Organize Your documents with OneNote

From the inception of the personal computer revolution, there has been game changer applications that spurred the growth of the PC industry; Electric Pencil, Visicalc, Lotus 123, Peachtree Accounting, and dBaseII – the CP/M program from Ashton Tate not the mainframe program from IBM. Though Microsoft’s OneNote cannot possibly stand with these legends, it does fill a need missing with available personal productivity software: a simple way to organize documents and files in one place

Outlook is very good at organizing Contacts, but eMail not so much. If your PC is anything like mine, the desktop is an organizational disaster and the best you can expect from Documents organization is sub-folders and alphabetically sorting.;

Let’s get rid of the negatives first. OneNote has been a part of the Office suite since 2003. If you got a recent version of Office, you got OneNote. Otherwise the best you can do is download it separately for eighty bucks. Visit HERE

OneNote is a complex application, not very intuitive, and not particularly free form. It’s a storage device, not a content generator.

OneNote starts with two notebooks, personal and work. Since OneNote 2007 users are allowed to create more notebooks. Notebooks are divided into sections, identified by horizontal tabs across the top of the client area.





Sections are further divided by tabs vertically down the right side of the client area. Your stuff is put into these tabbed areas.

How do you put stuff into your notebooks? One of the simplest ways is to print it into OneNote. Upon installation, OneNote adds a print driver to your PC’s printer list. Using the OneNote printer, if you can print the document, you can send it to OneNote. I am now paperless with many of my service providers; credit cards, banking, cellphone, and insurance. Using OneNote, I am now truly paperless. When I go online to get my statements, I print them to OneNote and then file them under the appropriate section. I usually go online with my laptop, which is not hooked up to any of my printers. I make a purchase online and print the receipt to OneNote. Later I can file the document under an appropriate section. PDFs can be stored and viewed with an additional plugin. OneNote is fully integrated into Office, so .doc and .xls files can be sent directly to sections. Many context menus will have a OneNote entry in the “Send to” section. OneNote is shareable if placed in a shared folder.

OneNote can help make you truly paperless and organize your dis-organized document folders.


Action item:
Tally the lines in the listing below that contain "chart" and report the tally alone.

Data supplied:
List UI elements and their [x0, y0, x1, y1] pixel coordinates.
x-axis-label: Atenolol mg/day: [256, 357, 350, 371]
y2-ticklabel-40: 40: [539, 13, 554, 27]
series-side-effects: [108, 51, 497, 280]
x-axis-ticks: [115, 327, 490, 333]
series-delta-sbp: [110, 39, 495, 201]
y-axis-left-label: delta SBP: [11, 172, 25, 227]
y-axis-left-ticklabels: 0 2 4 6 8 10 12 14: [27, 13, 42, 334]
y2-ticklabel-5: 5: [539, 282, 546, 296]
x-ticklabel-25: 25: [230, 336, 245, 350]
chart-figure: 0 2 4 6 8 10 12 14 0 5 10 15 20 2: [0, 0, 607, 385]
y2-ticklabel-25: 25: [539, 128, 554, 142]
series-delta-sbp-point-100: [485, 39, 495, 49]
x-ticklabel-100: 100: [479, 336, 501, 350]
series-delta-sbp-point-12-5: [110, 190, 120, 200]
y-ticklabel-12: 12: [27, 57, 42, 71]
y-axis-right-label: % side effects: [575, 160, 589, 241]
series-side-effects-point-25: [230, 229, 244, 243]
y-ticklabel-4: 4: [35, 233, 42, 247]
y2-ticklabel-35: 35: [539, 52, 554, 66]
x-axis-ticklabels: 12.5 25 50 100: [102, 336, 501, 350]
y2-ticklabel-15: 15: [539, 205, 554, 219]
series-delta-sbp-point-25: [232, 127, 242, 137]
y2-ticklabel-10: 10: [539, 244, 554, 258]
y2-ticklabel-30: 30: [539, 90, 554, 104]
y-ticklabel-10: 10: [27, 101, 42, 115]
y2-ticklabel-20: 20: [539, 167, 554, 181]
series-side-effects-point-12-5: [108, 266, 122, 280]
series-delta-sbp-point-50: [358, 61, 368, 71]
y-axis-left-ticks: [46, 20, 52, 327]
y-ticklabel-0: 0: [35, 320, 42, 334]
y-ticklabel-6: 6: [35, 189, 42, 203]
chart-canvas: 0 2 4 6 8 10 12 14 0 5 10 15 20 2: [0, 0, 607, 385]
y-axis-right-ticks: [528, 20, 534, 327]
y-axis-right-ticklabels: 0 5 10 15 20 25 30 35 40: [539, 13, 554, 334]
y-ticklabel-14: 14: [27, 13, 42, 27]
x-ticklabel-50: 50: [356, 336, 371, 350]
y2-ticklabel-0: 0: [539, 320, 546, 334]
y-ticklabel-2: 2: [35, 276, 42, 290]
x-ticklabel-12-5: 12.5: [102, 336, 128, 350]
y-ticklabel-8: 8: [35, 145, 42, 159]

Expected output:
2